P.S. Έτσι όπως το γράφεις φαίνεται ότι το Μητσοτακέικο και το Καραμανλέικο είναι μια οικογένεια.
In normal circumstances and in a lot of fields, that might be the case, but right now who would say no to an influx of trained medical staff? I’d think that the vast majority could find another job abroad due to the outbreak very easily.
Most people just can’t do it even if they wanted to.
Relocating their family and children to foreign cities and schools, leaving elderly relatives and other obligations unattended, leaving their own house and car behind and live on rent and the list goes on. That is why the fact that the average new doctor is far older than the other new professionals is so important in this case. If they were around 24 years old, most of them would have packed up.
Meanwhile, our government has become a complete embarassment, as The Netherlands somehow is the last country in Europe to start the vaccination program: we’ve had the whole year to prepare, but for some unexplained reason, the vaccine “surprised” our government, and they hadn’t really any infrastructure planned to actually start the vaccination program. It’s supposed to start at January 8, but I heard from a friend who is a doctor that they haven’t gotten any instructions yet, and it seems the vaccination of non-healthcare workers will have to wait until January 18th.
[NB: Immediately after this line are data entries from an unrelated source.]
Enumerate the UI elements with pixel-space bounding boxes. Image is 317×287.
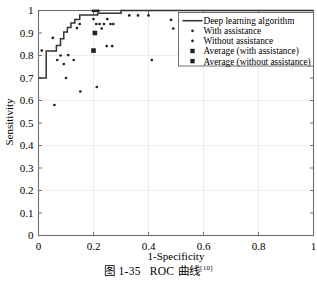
data-point-dot	[79, 90, 82, 93]
data-point-dot	[109, 23, 112, 26]
data-point-average-square	[91, 48, 96, 53]
roc-chart: 00.20.40.60.81 00.10.20.30.40.50.60.70.8…	[0, 0, 317, 287]
data-point-dot	[59, 54, 62, 57]
chart-legend: Deep learning algorithmWith assistanceWi…	[179, 13, 314, 68]
data-point-dot	[97, 10, 100, 13]
data-point-dot	[62, 63, 65, 66]
data-point-dot	[147, 14, 150, 17]
x-tick-label: 0.2	[87, 240, 101, 252]
y-tick-label: 0.4	[20, 139, 34, 151]
x-tick-label: 0.8	[252, 240, 266, 252]
data-point-dot	[150, 59, 153, 62]
caption-figure-number: 图 1-35	[104, 265, 141, 277]
y-tick-label: 0.9	[20, 27, 34, 39]
roc-curve-figure: 00.20.40.60.81 00.10.20.30.40.50.60.70.8…	[0, 0, 317, 287]
data-point-dot	[172, 27, 175, 30]
legend-marker-square	[190, 59, 194, 63]
x-tick-label: 1	[311, 240, 317, 252]
data-point-dot	[128, 14, 131, 17]
y-tick-label: 0.7	[20, 72, 34, 84]
y-tick-label: 0.5	[20, 117, 34, 129]
figure-caption: 图 1-35ROC 曲线[10]	[0, 262, 317, 278]
caption-title: ROC 曲线	[150, 265, 200, 277]
y-tick-label: 0.2	[20, 184, 34, 196]
data-point-dot	[137, 14, 140, 17]
legend-label: Deep learning algorithm	[204, 16, 296, 26]
data-point-dot	[170, 19, 173, 22]
data-point-dot	[65, 77, 68, 80]
x-axis-label: 1-Specificity	[148, 250, 205, 262]
data-point-dot	[103, 23, 106, 26]
data-point-dot	[67, 54, 70, 57]
y-axis-tick-labels: 00.10.20.30.40.50.60.70.80.91	[20, 4, 34, 241]
data-point-dot	[92, 18, 95, 21]
y-axis-label: Sensitivity	[3, 98, 15, 146]
data-point-dot	[112, 23, 115, 26]
y-tick-label: 0.6	[20, 94, 34, 106]
data-point-dot	[56, 59, 59, 62]
legend-label: Without assistance	[204, 36, 274, 46]
data-point-dot	[98, 23, 101, 26]
caption-reference: [10]	[200, 264, 213, 272]
data-point-dot	[76, 27, 79, 30]
legend-marker-dot	[191, 40, 194, 43]
data-point-dot	[105, 45, 108, 48]
data-point-dot	[106, 18, 109, 21]
data-point-dot	[95, 23, 98, 26]
y-tick-label: 0.8	[20, 49, 34, 61]
data-point-dot	[95, 86, 98, 89]
y-tick-label: 0.3	[20, 162, 34, 174]
legend-label: Average (without assistance)	[204, 57, 311, 68]
y-tick-label: 1	[28, 4, 34, 16]
data-point-dot	[78, 23, 81, 26]
legend-marker-dot	[191, 29, 194, 32]
data-point-dot	[100, 27, 103, 30]
data-point-dot	[72, 59, 75, 62]
x-tick-label: 0	[36, 240, 42, 252]
y-tick-label: 0.1	[20, 207, 34, 219]
legend-label: With assistance	[204, 26, 262, 36]
data-point-dot	[40, 49, 43, 52]
legend-marker-square	[190, 49, 194, 53]
data-point-dot	[53, 104, 56, 107]
y-tick-label: 0	[28, 229, 34, 241]
data-point-average-square	[93, 31, 98, 36]
data-point-dot	[111, 45, 114, 48]
data-point-dot	[51, 37, 54, 40]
Healthcare workers meanwhile are crying out loud that they need the vaccinations immediately, right now, as there is so much sick leave under hospital personnel that they’re at the edge of collapsing.
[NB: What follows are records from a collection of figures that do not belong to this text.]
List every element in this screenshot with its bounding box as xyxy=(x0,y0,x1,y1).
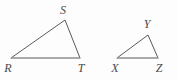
triangle-xyz-group xyxy=(117,35,158,58)
triangle-xyz-edges xyxy=(117,35,158,58)
triangle-rst-group xyxy=(11,20,80,58)
vertex-label-r: R xyxy=(4,62,11,74)
geometry-figure: R S T X Y Z xyxy=(0,0,178,79)
vertex-label-s: S xyxy=(60,4,66,16)
triangle-rst-edges xyxy=(11,20,80,58)
vertex-label-t: T xyxy=(78,62,85,74)
triangles-canvas xyxy=(0,0,178,79)
vertex-label-z: Z xyxy=(156,62,163,74)
vertex-label-y: Y xyxy=(144,18,151,30)
vertex-label-x: X xyxy=(111,62,118,74)
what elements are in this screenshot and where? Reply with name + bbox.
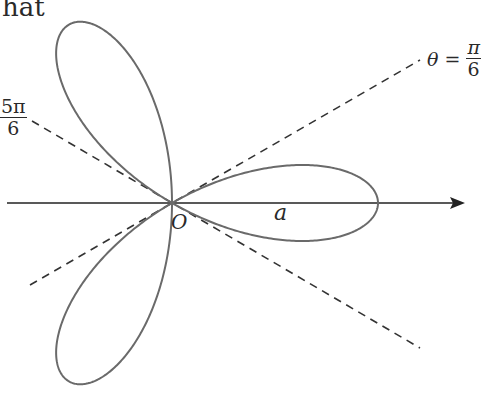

In related news, the lockdown we have seems to have no effect, as we’re still around 10’000 cases per day, for 3 weeks in a row. And that’s ignoring the effects of Christmas and New Years, which is expected to make things worse.
And I thought all these years that The Netherlands was one of the countries in the World where these things would run smoothly…
In that chart, I can clearly see a decrease after the partial lockdown that started at 14 October (closing bars and restaurants, with some added restrictions from 4 November until 19 November) and a decrease after the current lockdown that started at 15 December (closing shops and schools). So I wouln’t say the lockdown seems to have no effect.
Well, it is effective since it stopped that line going up at that steep angle, but what most people hope from a lockdown is to make the chart go steeply and swiftly down, which is not always the case.
Your bottom chart shows an increase from 10.6% to 13.6% positive tests from about 5 December until about 20 December.That coincides with an increase from almost 5000 to almost 12000 in absolute numbers of tested positive in that same period. The growth in absolute numbers tested positive is much greater than the growth of % positive tests, so apparently there was a strong increase in tests in that period (probably because more and more people were having symptoms). But you left that period out in your top chart (why?).
Your top chart shows that the number of tests decreased since 20 December. That can be explained by less people having symptoms since 20 December (but I’m not sure if that’s the main cause, because some say that people were avoiding tests just before Christmas).